[論文レビュー] TimeLMs: Diachronic Language Models from Twitter
TimeLMsは、Twitterデータで訓練された時間依存のRoBERTa-baseベースの言語モデルを3か月ごとにアップデート・リリースし、将来データでの古いモデルの性能低下と継続的更新の利点を示します。
Despite its importance, the time variable has been largely neglected in the NLP and language model literature. In this paper, we present TimeLMs, a set of language models specialized on diachronic Twitter data. We show that a continual learning strategy contributes to enhancing Twitter-based language models' capacity to deal with future and out-of-distribution tweets, while making them competitive with standardized and more monolithic benchmarks. We also perform a number of qualitative analyses showing how they cope with trends and peaks in activity involving specific named entities or concept drift.
研究の動機と目的
- Motivate the need for diachronic, time-aware language models in fast-changing social media like Twitter.
- Show that continual, quarterly updating improves performance on future/out-of-distribution tweets.
- Provide a practical framework and tooling for time-aware evaluation and usage of TimeLMs.
提案手法
- Build a base RoBERTa-base model trained on 2018-2019 Twitter data (2019-90M).
- Continually train updated models every three months using newly collected Twitter data.
- Clean data by removing top-1% most active users, removing duplicates/near-duplicates, and anonymizing mentions (except verified users).
- Evaluate models with TweetEval benchmark and pseudo-perplexity on time-sliced test sets.
- Provide a Python interface to compute pseudo-perplexity and masked predictions across time-specific models.
実験結果
リサーチクエスチョン
- RQ1Do time-specific language models better handle diachronic shifts in Twitter data compared to static baselines?
- RQ2How does continual quarterly updating influence performance on newer versus older time periods?
- RQ3To what extent does increased data size versus recency drive improvements in time-aware LMs?
- RQ4Can a practical tooling interface enable easy time-aware evaluation and usage of TimeLMs?
主な発見
| Models | Emoji | Emotion | Hate | Irony | Offensive | Sentiment | Stance | ALL |
|---|---|---|---|---|---|---|---|---|
| SVM | 29.3 | 64.7 | 36.7 | 61.7 | 52.3 | 62.9 | 67.3 | 53.5 |
| FastText | 25.8 | 65.2 | 50.6 | 63.1 | 73.4 | 62.9 | 65.4 | 58.1 |
| BLSTM | 24.7 | 66.0 | 52.6 | 62.8 | 71.7 | 58.3 | 59.4 | 56.5 |
| RoBERTa-Base | 30.8 | 76.6 | 44.9 | 55.2 | 78.7 | 72.0 | 70.9 | 61.3 |
| TweetEval | 31.6 | 79.8 | 55.5 | 62.5 | 81.6 | 72.9 | 72.6 | 65.2 |
| BERTweet | 33.4 | 79.3 | 56.4 | 82.1 | 79.5 | 73.4 | 71.2 | 67.9 |
| TimeLM-19 | 33.4 | 81.0 | 58.1 | 48.0 | 82.4 | 73.2 | 70.7 | 63.8 |
| TimeLM-21 | 34.0 | 80.2 | 55.1 | 64.5 | 82.2 | 73.7 | 72.9 | 66.2 |
- Time-aware models show competitive performance on TweetEval tasks compared to baselines and BERTweet, with TimeLM-21 performing well across tasks.
- Pseudo-perplexity results indicate newer models generally outperform older ones on contemporaneous test data, reflecting reduced degradation over time.
- quarterly updates reduce degradation over time, though older periods benefit from larger cumulative data in some settings.
- A control experiment suggests that increasing training data size improves performance, while recency primarily benefits more recent test sets.
- Qualitative examples show time-specific models better predict period-relevant masked tokens (e.g., COVID era, Squid Game) than older models.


* **What you should do**: Word for word, repeat the records, leaving every picture behind.

(Data in this exercise begins)

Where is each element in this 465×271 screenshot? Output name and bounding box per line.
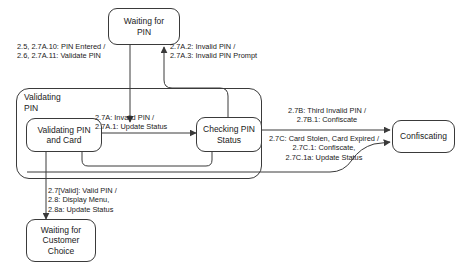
label-invalid-pin-prompt: 2.7A.2: Invalid PIN / 2.7A.3: Invalid PI… <box>170 42 290 61</box>
label-card-stolen-expired: 2.7C: Card Stolen, Card Expired / 2.7C.1… <box>258 134 390 162</box>
state-diagram-canvas: Validating PIN Waiting for PIN Validatin… <box>0 0 465 271</box>
label-invalid-pin-update-status: 2.7A: Invalid PIN / 2.7A.1: Update Statu… <box>95 113 195 132</box>
state-confiscating[interactable]: Confiscating <box>392 120 455 153</box>
label-pin-entered: 2.5, 2.7A.10: PIN Entered / 2.6, 2.7A.11… <box>17 42 132 61</box>
state-checking-pin-status[interactable]: Checking PIN Status <box>196 117 262 152</box>
state-waiting-for-pin[interactable]: Waiting for PIN <box>108 8 180 45</box>
composite-state-label: Validating PIN <box>24 92 94 113</box>
state-validating-pin-and-card[interactable]: Validating PIN and Card <box>26 118 102 152</box>
label-valid-pin: 2.7[Valid]: Valid PIN / 2.8: Display Men… <box>48 186 164 214</box>
state-waiting-for-customer-choice[interactable]: Waiting for Customer Choice <box>26 219 96 262</box>
label-third-invalid-pin: 2.7B: Third Invalid PIN / 2.7B.1: Confis… <box>268 106 386 125</box>
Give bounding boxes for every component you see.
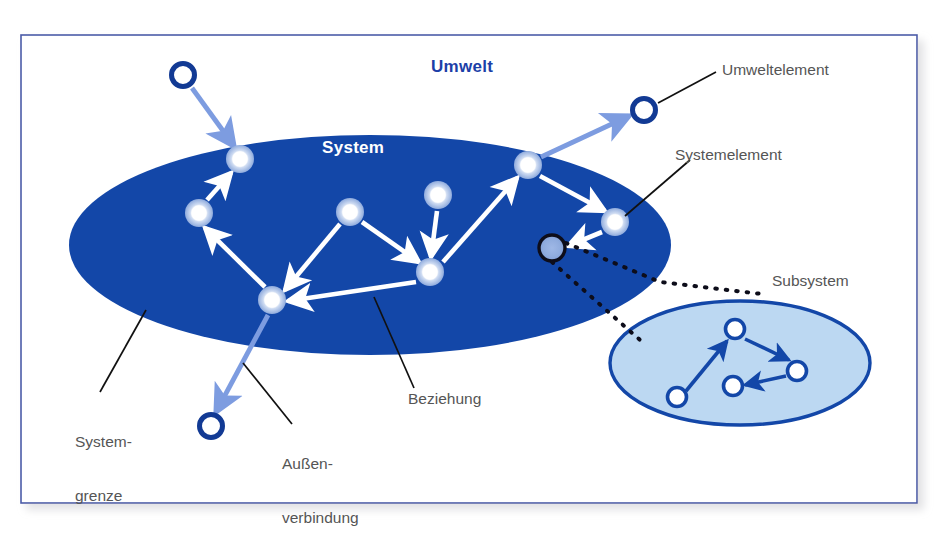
label-systemgrenze: System- grenze xyxy=(75,396,132,534)
detail-node xyxy=(724,377,743,396)
diagram-svg xyxy=(0,0,942,534)
label-systemgrenze-line2: grenze xyxy=(75,487,132,505)
system-ellipse xyxy=(69,135,671,355)
label-systemgrenze-line1: System- xyxy=(75,433,132,451)
label-beziehung: Beziehung xyxy=(408,390,481,408)
subsystem-node xyxy=(539,235,565,261)
label-aussenverbindung-line1: Außen- xyxy=(282,455,359,473)
environment-title: Umwelt xyxy=(431,57,493,77)
system-element-node xyxy=(601,208,629,236)
system-element-node xyxy=(258,286,286,314)
label-umweltelement: Umweltelement xyxy=(722,61,829,79)
system-element-node xyxy=(226,145,254,173)
system-element-node xyxy=(424,181,452,209)
label-aussenverbindung: Außen- verbindung xyxy=(282,418,359,534)
label-aussenverbindung-line2: verbindung xyxy=(282,509,359,527)
system-element-node xyxy=(416,258,444,286)
system-element-node xyxy=(185,199,213,227)
system-title: System xyxy=(322,138,384,158)
label-subsystem: Subsystem xyxy=(772,272,849,290)
system-element-node xyxy=(336,198,364,226)
label-systemelement: Systemelement xyxy=(675,146,782,164)
detail-node xyxy=(668,388,687,407)
diagram-canvas: Umwelt System Umweltelement Systemelemen… xyxy=(0,0,942,534)
system-element-node xyxy=(514,151,542,179)
detail-node xyxy=(726,320,745,339)
detail-node xyxy=(788,362,807,381)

(Data in this exercise ends)

* **Answer to this problem**:
Where is each element in this 465×271 screenshot? Output name and bounding box per line.
label-invalid-pin-prompt: 2.7A.2: Invalid PIN / 2.7A.3: Invalid PI… <box>170 42 290 61</box>
label-card-stolen-expired: 2.7C: Card Stolen, Card Expired / 2.7C.1… <box>258 134 390 162</box>
state-diagram-canvas: Validating PIN Waiting for PIN Validatin… <box>0 0 465 271</box>
label-invalid-pin-update-status: 2.7A: Invalid PIN / 2.7A.1: Update Statu… <box>95 113 195 132</box>
state-confiscating[interactable]: Confiscating <box>392 120 455 153</box>
label-pin-entered: 2.5, 2.7A.10: PIN Entered / 2.6, 2.7A.11… <box>17 42 132 61</box>
state-checking-pin-status[interactable]: Checking PIN Status <box>196 117 262 152</box>
state-waiting-for-pin[interactable]: Waiting for PIN <box>108 8 180 45</box>
composite-state-label: Validating PIN <box>24 92 94 113</box>
state-validating-pin-and-card[interactable]: Validating PIN and Card <box>26 118 102 152</box>
label-valid-pin: 2.7[Valid]: Valid PIN / 2.8: Display Men… <box>48 186 164 214</box>
state-waiting-for-customer-choice[interactable]: Waiting for Customer Choice <box>26 219 96 262</box>
label-third-invalid-pin: 2.7B: Third Invalid PIN / 2.7B.1: Confis… <box>268 106 386 125</box>
Give bounding boxes for every component you see.
label-systemgrenze: System- grenze xyxy=(75,396,132,534)
detail-node xyxy=(724,377,743,396)
diagram-svg xyxy=(0,0,942,534)
label-systemgrenze-line2: grenze xyxy=(75,487,132,505)
system-ellipse xyxy=(69,135,671,355)
label-systemgrenze-line1: System- xyxy=(75,433,132,451)
label-beziehung: Beziehung xyxy=(408,390,481,408)
subsystem-node xyxy=(539,235,565,261)
label-aussenverbindung-line1: Außen- xyxy=(282,455,359,473)
environment-title: Umwelt xyxy=(431,57,493,77)
system-element-node xyxy=(601,208,629,236)
system-element-node xyxy=(258,286,286,314)
label-umweltelement: Umweltelement xyxy=(722,61,829,79)
system-element-node xyxy=(226,145,254,173)
system-element-node xyxy=(424,181,452,209)
label-aussenverbindung: Außen- verbindung xyxy=(282,418,359,534)
label-aussenverbindung-line2: verbindung xyxy=(282,509,359,527)
system-element-node xyxy=(416,258,444,286)
system-element-node xyxy=(185,199,213,227)
system-title: System xyxy=(322,138,384,158)
label-subsystem: Subsystem xyxy=(772,272,849,290)
system-element-node xyxy=(336,198,364,226)
label-systemelement: Systemelement xyxy=(675,146,782,164)
detail-node xyxy=(668,388,687,407)
diagram-canvas: Umwelt System Umweltelement Systemelemen… xyxy=(0,0,942,534)
system-element-node xyxy=(514,151,542,179)
detail-node xyxy=(726,320,745,339)
detail-node xyxy=(788,362,807,381)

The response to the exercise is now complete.